Since the 1980's when Keith Haring, David Hockney and Pee Wee Herman, among many others, collected his work, Mandad has explored banality, profundity and humor, usually at the same time. His sculptural work is conceptual, preliterate and brings contrary ideas into a tence harmony.
Mandad is a quintessential "mixed media" artist; his work includes a plethora of materials and ideas.
One of Mandad's early and continuing projects is "The Animism Series". One aspect of the series is mimicking mass production by replicating small sculptural art/toys. It was prescient of the current art/toy movement that started primarily in Japan in the 1990's. The series is comprised of one-of-a-kind works of cartoon-like rubber characters, the most prolific of which is "CAT". The work is produced as large and small sculpture, chromogenic and digital prints and t-shirts. The series includes animals and inanimate objects, such as a TV, Toaster, Phone, Tree and Bear.
In the last 25 years, Mandad has exhibited in galleries and museums in Europe and North America. He was Artist-In-Residence at Science World in Vancouver, curator of the "Altered Mona Show" in Brno, Moravia, Czech Republic and participated in the first post-revolution retrospective of the legendary Czech dissident group "Crusader School of Pure Humor Without a Joke", held at the Central Gallery of Bohemia in Prague.
In 1997 he combined his experiences in art and social work to found "The Creative Workshop" for developmentally disabled adults in Sechelt, British Columbia, which continues to this day.
Mandad's work has been primarily acquired by private art collectors seeking him out in his studios from the rain forests of Northern British Columbia to the Czech Republic, New York and the California Hi-Desert.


[Task details]:
Could you please return each line of the data that has the word "Finance"?

[Records for this task]:
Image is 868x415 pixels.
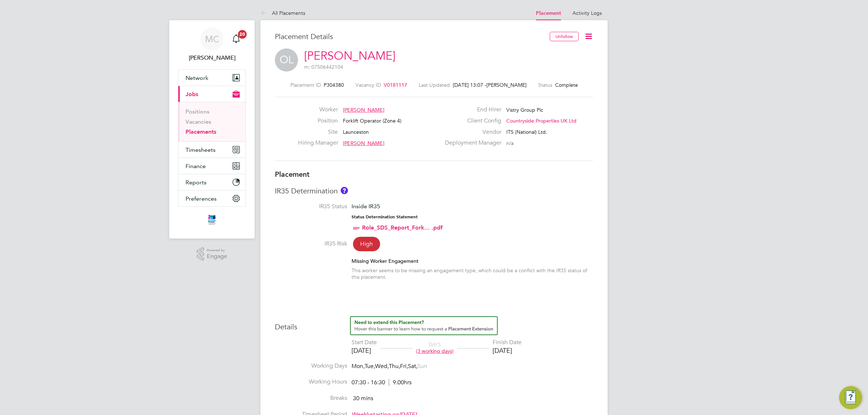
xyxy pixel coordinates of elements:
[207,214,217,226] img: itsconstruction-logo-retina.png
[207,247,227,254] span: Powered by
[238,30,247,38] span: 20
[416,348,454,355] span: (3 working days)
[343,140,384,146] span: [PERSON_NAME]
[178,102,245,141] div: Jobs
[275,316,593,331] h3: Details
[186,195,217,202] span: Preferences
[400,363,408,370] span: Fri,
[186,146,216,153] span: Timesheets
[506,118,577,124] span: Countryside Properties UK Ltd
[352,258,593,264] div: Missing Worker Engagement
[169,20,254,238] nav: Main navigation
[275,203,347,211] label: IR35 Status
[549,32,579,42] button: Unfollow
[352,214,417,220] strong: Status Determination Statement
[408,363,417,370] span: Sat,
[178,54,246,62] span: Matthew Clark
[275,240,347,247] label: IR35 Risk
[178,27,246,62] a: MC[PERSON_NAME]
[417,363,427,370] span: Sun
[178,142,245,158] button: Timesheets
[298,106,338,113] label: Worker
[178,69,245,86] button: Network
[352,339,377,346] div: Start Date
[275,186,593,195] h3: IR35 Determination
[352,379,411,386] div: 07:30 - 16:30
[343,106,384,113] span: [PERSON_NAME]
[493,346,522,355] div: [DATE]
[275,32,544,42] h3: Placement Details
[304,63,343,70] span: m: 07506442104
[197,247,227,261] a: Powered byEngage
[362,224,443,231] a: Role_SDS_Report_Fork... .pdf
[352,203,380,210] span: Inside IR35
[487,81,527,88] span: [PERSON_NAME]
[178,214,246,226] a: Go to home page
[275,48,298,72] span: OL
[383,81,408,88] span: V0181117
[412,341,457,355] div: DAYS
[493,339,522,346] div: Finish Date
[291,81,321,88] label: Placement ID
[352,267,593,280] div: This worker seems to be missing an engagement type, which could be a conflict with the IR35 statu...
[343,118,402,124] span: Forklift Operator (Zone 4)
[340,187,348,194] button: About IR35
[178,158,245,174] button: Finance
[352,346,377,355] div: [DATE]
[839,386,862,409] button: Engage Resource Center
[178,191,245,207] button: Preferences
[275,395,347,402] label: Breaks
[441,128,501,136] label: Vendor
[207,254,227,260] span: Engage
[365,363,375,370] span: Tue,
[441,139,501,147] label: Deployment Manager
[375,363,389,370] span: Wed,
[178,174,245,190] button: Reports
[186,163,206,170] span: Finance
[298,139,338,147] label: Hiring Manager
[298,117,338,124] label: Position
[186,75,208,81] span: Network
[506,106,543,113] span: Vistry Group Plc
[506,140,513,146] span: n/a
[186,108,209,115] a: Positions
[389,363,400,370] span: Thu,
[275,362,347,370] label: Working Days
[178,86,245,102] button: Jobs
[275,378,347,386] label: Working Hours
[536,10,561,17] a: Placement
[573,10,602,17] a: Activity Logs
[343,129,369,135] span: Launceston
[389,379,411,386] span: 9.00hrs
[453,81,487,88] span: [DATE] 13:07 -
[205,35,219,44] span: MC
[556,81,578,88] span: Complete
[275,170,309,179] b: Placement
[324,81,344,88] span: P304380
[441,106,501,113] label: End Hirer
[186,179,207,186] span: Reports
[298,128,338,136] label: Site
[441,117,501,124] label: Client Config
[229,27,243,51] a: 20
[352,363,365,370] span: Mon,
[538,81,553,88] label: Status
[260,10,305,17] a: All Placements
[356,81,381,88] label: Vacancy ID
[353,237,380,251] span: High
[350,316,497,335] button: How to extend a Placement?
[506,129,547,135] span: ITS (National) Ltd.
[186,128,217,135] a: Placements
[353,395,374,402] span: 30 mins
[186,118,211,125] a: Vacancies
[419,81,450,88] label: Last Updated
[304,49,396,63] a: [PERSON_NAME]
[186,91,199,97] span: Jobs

[Answer box]:
[178,158,245,174] button: Finance
[186,163,206,170] span: Finance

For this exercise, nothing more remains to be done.